Before looking at the results, let’s first compute the two decisions rules: the average outcome of all estimates for each program and the average of the significant treatment effects (the ones with a t-stat larger than 1.96, according to the usual aproach):

means.samples <- samples %>%
                    group_by(p) %>%
                    summarise(theta.p.hat = mean(theta.jp))

samples <- merge(samples,means.samples,by='p')

samples <- samples %>%
                    mutate(test = theta.jp/sigma) %>%
                    mutate(theta.jp.s = theta.jp) %>%
                    mutate(theta.jp.s = ifelse(test<1.96,0,theta.jp.s))

means.samples.s <- samples %>%
                    group_by(p) %>%
                    filter(theta.jp.s>0) %>%
                    summarise(theta.p.hat.s = mean(theta.jp.s))
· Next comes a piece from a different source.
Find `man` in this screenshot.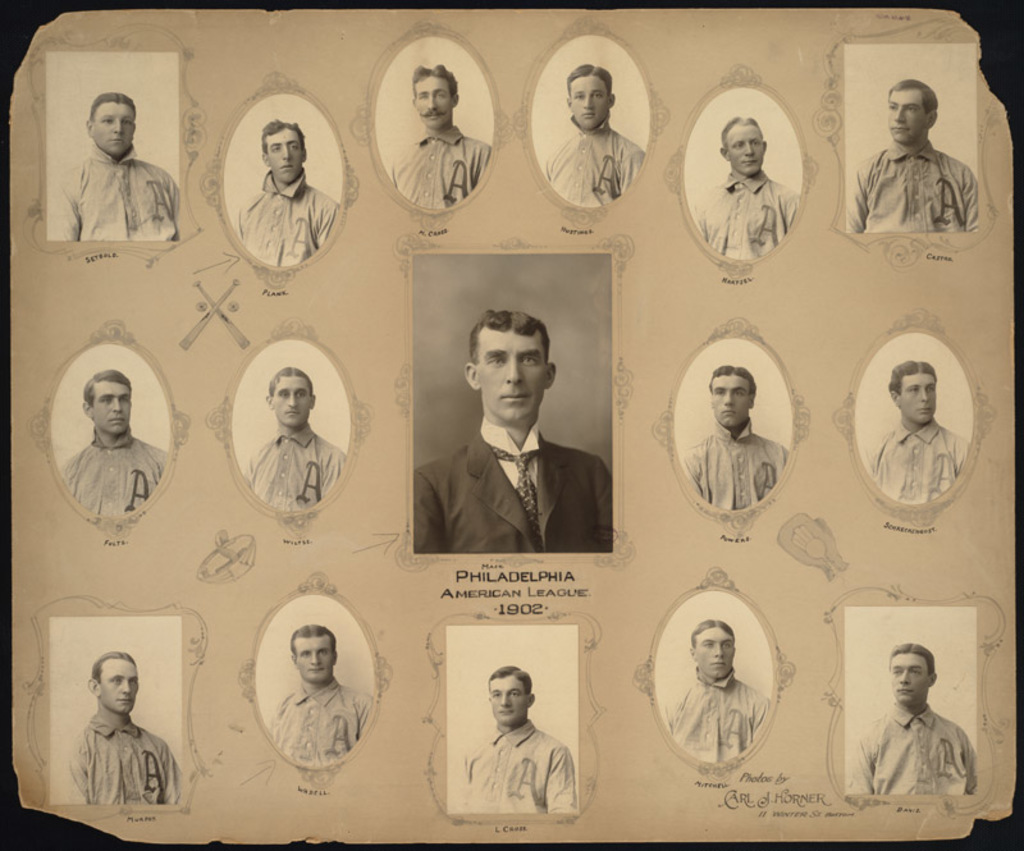
The bounding box for `man` is 849,82,978,235.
samples <- merge(samples,means.samples.s,by='p',all.x = TRUE)
samples[is.na(samples)] <- 0

Let’s see what it looks like for the first three programs:

ggplot(filter(samples,p<=3), aes(x=as.factor(id), y=theta.jp,fill=as.factor(p))) +
      geom_bar(position=position_dodge(), stat="identity") +
      geom_errorbar(aes(ymin=theta.jp-1.96*sigma, ymax=theta.jp+1.96*sigma), width=.2,position=position_dodge(.9))+
      geom_hline(aes(yintercept=theta.p, colour=as.factor(p)), linetype="solid")+
      geom_hline(aes(yintercept=theta.p.hat, colour=as.factor(p)), linetype="dashed")+
      geom_hline(aes(yintercept=theta.p.hat.s, colour=as.factor(p)), linetype="dotted")+
      theme_bw()+
      xlab('RCTs')+
      ylab('estimates')+ 
      scale_fill_discrete(name="Programs")+ 
      scale_colour_discrete(name="Programs")+
      scale_linetype_manual(name="Estimates",
                            values=c('solid','dashed','dotted'),
                            labels=c('Theta.p','Theta.p.hat','Theta.p.hat.s'))

On the plot, the solid lines give the true effect of the program while the dashed lines give the estimate of the effet of the program obtained by aggregating ALL the individual estimates and the dotted lines give the estimates of the effect of the program obtained by aggregating only the statistically significant effects.

Results

As appears clearly on the plot, aggregating only statistically significant results blurs the decision: program 2 appears more effective than program 3, whereas the reverse is actually true, and both programs get implemented, whereas only program 3 should be (it is the only one to have true returns above \(C=1\)).